Social Audits involve citizens groups trained up to look at records and ‘ground truth’ whether or not resources have been used in the way authorities say. Crucially, Social Audits culminate in public hearings: meetings where the findings are presented and discussed.
Models of citizen-led investigation, followed by formal public meetings, are also a feature of the London Citizens community organising approach, where citizens assemblies put community views to people in power. How could key local datasets form part of an evidence gathering audit process, whether facilitated by local government or led by independent community organisations?
16. Geofenced bylaws, licenses and regulations: building the data layer of the local authority
After seeing some of the projects to open up the legal codes of US cities I started where I would find out about the Byelaws in my home town of Oxford. As the page on the City Council website that hosts them explaines: “Byelaws generally require something to be done – or not done – in a particular location.”. Unfortunately, in Oxford, what is required to be done, and where is locked up inside scanned PDFs of typewritten minutes.
There are all sorts of local rules and regulations, licenses and other information that authorities issue which is tied to a particular geographic location: yet this is rarely a layer in the Geographic Information Systems that authorities use. How might geocoding this data, or even making it available through geofencing apps help citizens to navigate, explore and debate the rules that shape their local places.?
17. Conversations around the contracts pipeline?
The Open Contracting project is calling for transparency and participation in public contracting. As part of the UK Local Government Transparency Code authorities have to publish the contracts they have entered into – but publishing the contract pipeline and planned procurement offers an important opportunity to work out if there are fresh ideas or important insights that could shape how funds are spent.
The Open Contracting Data Standard provides a way of sharing a flow of data about the early stages of a contracting process. Combine that information with a call to action, and a space for conversation, and there are ways to get citizens shaping tenders and the selection of suppliers.

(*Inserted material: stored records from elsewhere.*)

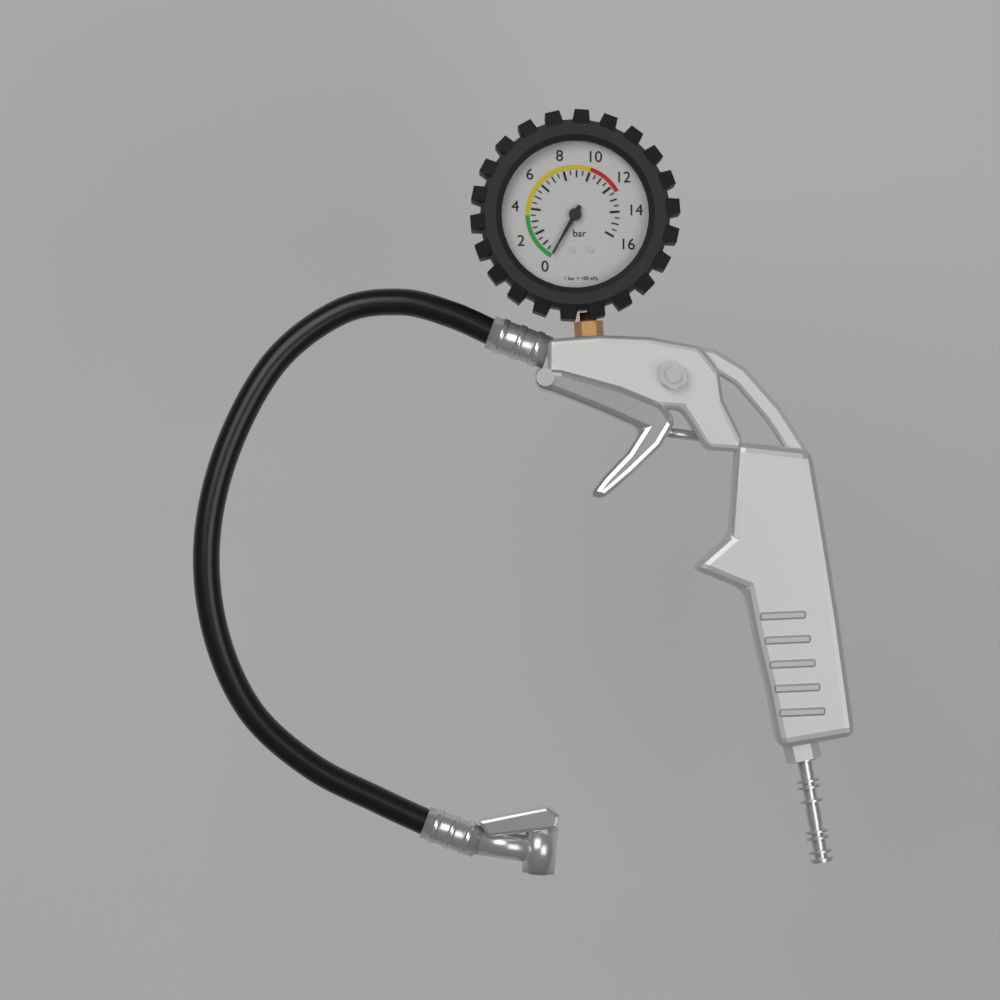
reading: 0.0 bar
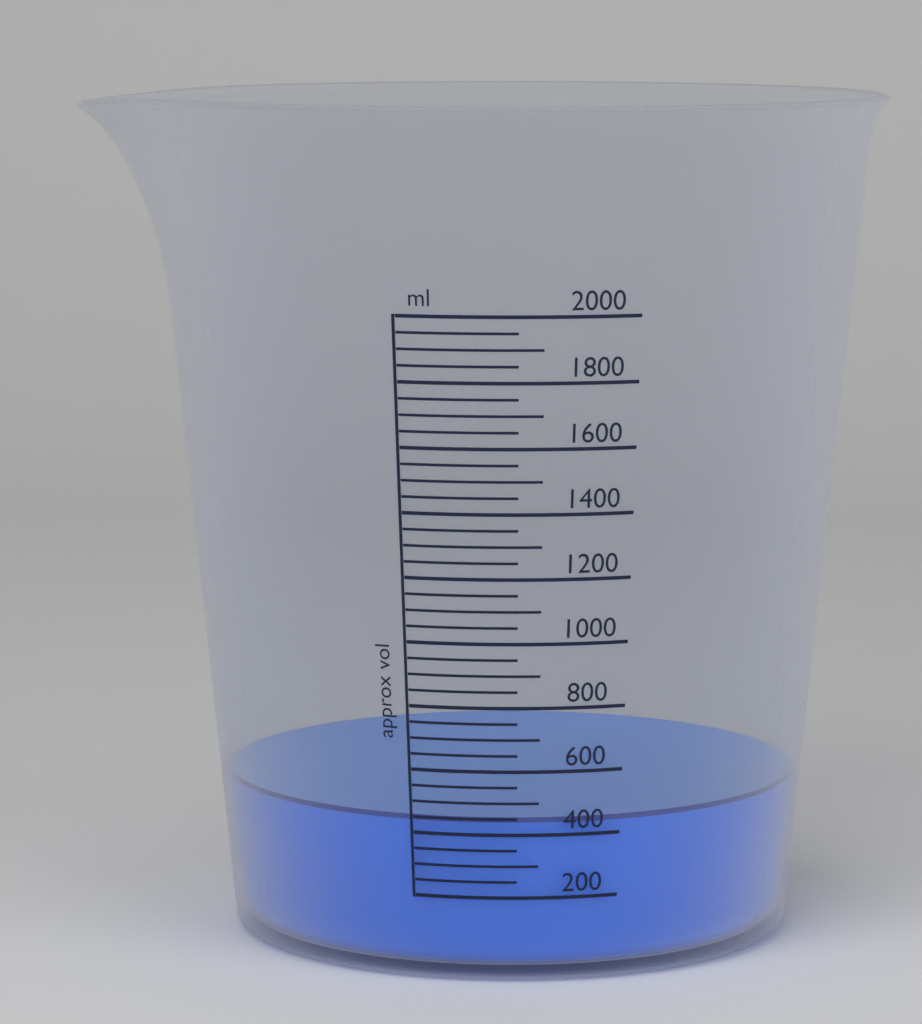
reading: 450 ml
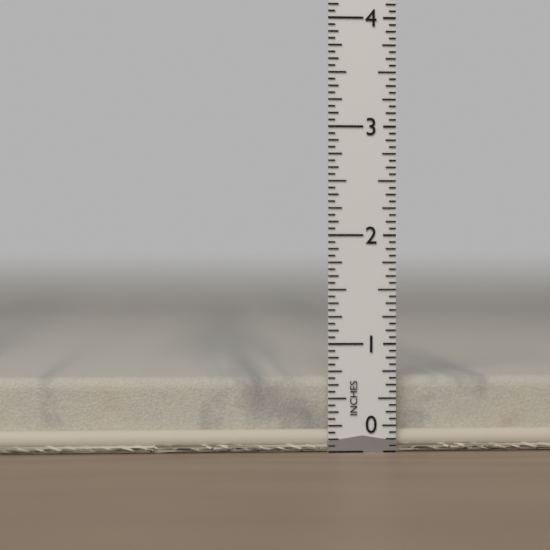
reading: 0.6875 in
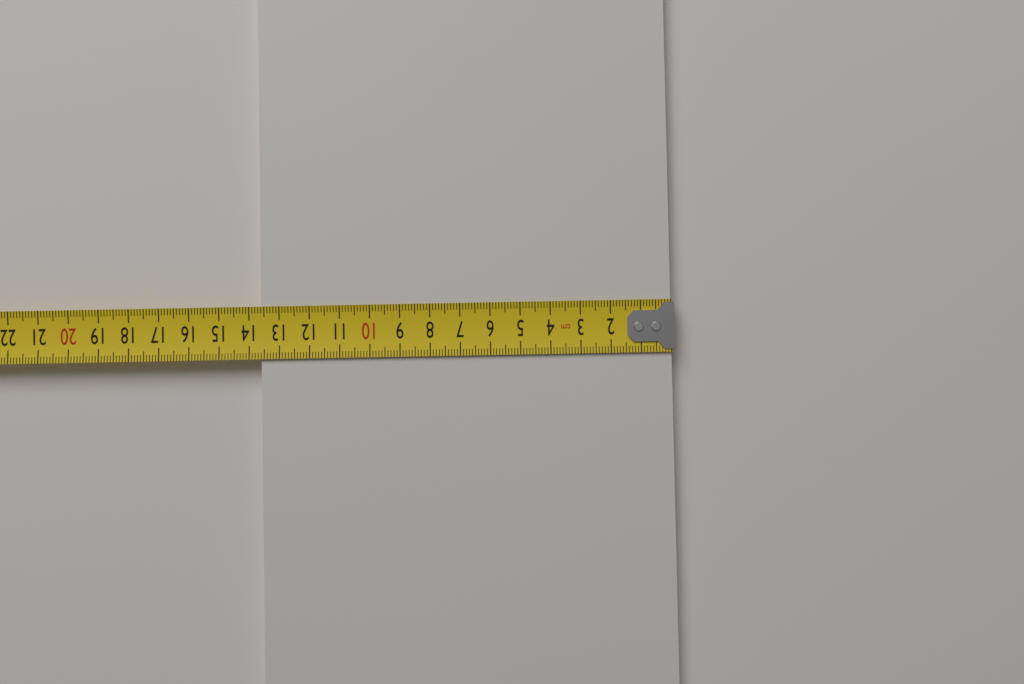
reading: 13.6 cm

18. Participatory planning: visualising the impacts of decisions
What data should a local authority ask developers submitting planning applications to provide?
For many developments there might be detailed CAD models available which could be shared and explored in mapping software to support a more informed conversation about proposed building projects. ?
19. Stats that matter
?Local authorities often conduct one-off surveys and data collection excercises. These are a vital opportunity to build up an understanding of the local area. What opportunities are there to work in partnership with local community groups to identify the important questions that they want to ask? How can local government and community groups collaborate to collect actionable stats that matter: pooling needs, and even resources, to get the best sample and the best depth of insight?
20. Spreadsheet scorecards and dashboards
Dig deep enough in most local organisations and you will find one or more ‘super spreadsheets’ that capture and analyse key statistics and performance indicators. Many more people can easily pick up the skills to create a spreadsheet scorecard than can become overnight app developers.
Google Docs spreadsheets can pick up data live from the web. What dashboards might a local councillor want? Or a local residents association? What information would make them better able to do their job?